The Value (and Importance) of Nonprofit Scalability

The concept may have come from the for-profit world, but the ability to grow efficiently is important for nonprofits, too

On: March 20, 2026

There’s plenty about nonprofit work that is entirely distinct from for-profit business endeavors. Nonprofits exist to serve the public good, to advance a social cause, or address a social issue. For-profit businesses exist to turn a profit and serve their shareholders by way of their customers. Nonprofits rely on grants, fundraising, and the like to meet their financial needs while for-profits generate revenue through the sale of goods and services.

The differences between for-profit and nonprofit businesses are well known. But there are also similarities between these two distinctly different yet slightly overlapping ways of doing business, like scalability. The ability to grow and expand efficiently over time is just as important for nonprofits as it is for for-profits. It’s just approached and deployed differently.

While scaling and scalability have become practically synonymous with Silicon Valley and the tech industry, scalability’s origins stretch back to the early 20th century and the dawn of industrial mass production. The idea that, given increased resources, a company can increase its output at an even greater rate has been the goal of most business strategies ever since.

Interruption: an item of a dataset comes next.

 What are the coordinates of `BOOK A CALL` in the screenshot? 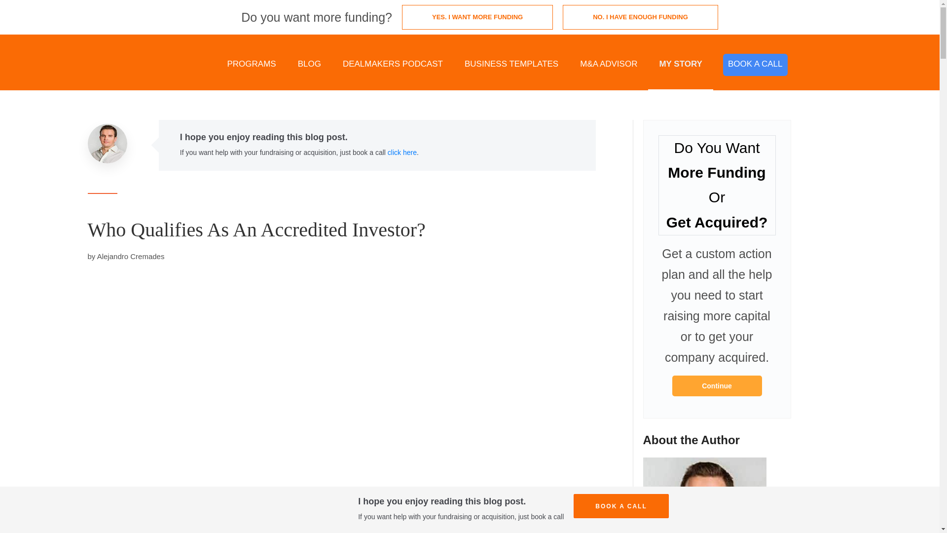 It's located at (756, 65).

Just like for-profit businesses, nonprofits dream big. It’s just that the dreams are different. Instead of dreaming of dollar signs, we set our sights on eradicating disease or meaningfully addressing long-standing social issues like poverty and homelessness. In this context, scaling can mean deepening or expanding the impact we’re already having, or reaching even more people with our efforts to do good in the world.

Here at Family Health Project, scaling means a warm-hearted expansion of our services to reach more first-time moms and their babies that’s balanced with cool-headed economic sensibility. We’re proud to say that we have that balance—the ability to increase our impact faster than our costs increase—going for us.

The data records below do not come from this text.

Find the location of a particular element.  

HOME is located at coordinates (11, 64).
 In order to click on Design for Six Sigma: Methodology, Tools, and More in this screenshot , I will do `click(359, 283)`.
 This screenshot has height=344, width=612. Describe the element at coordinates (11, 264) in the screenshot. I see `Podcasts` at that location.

How is this possible? Our operational advantage is that we know that moms know best what they need. And while money doesn’t solve everything, it can solve many things. Enabling moms with automatic direct cash transfers at a crucial time in their child’s development frees us to scale with far less complexity. Because we don’t spend time determining what recipients should be doing with the money they get. We know that they know best, so all we have to do is provide the money.

This allows us to forgo Big Brother-style bureaucratic processes as well as unnecessary rules and regulations that have to be modified and adapted to each new contact in which we operate. When moms identify what they need rather than us, we avoid all of that bureaucratic friction that slows growth and inhabits scalability which, in our contexts, means supporting more moms, babies, and families when they need it most.

What about all the work it takes to identify moms in need? That’s where our partners come in. Family Health Project’s “secret sauce” is our partnerships with federally qualified health centers. These partnerships provide immediate connection with communities and relationships which enable us to benefit from ”pull scaling.”

Instead of pushing our services into new geographic areas or working to reach a community without the relationships necessary to do so effectively, we rely on our partners to identify and qualify the need among the women and families they serve. Because federally qualified health centers are where many low-income families go to receive the care they need, it’s our health care partners who determine who joins the program by referring first-time, third-trimester moms to us. Plus, from wrap-around services for moms to communication systems and more, partnering with health centers means there’s a ton of infrastructure already in place that we don’t need to duplicate.

Unlike for-profit businesses that may look to acquire new customers any way they can through acquisitions and the like in order to meet their growth targets, we aren’t looking to push our services. We rely on being invited into new communities by following the need as determined by the healthcare professionals who work every day with the moms we’re looking to serve.

Because breaking the cycle of poverty is our bottom line. As we grow in Boston, Lynn, Lawrence and beyond, it always will be.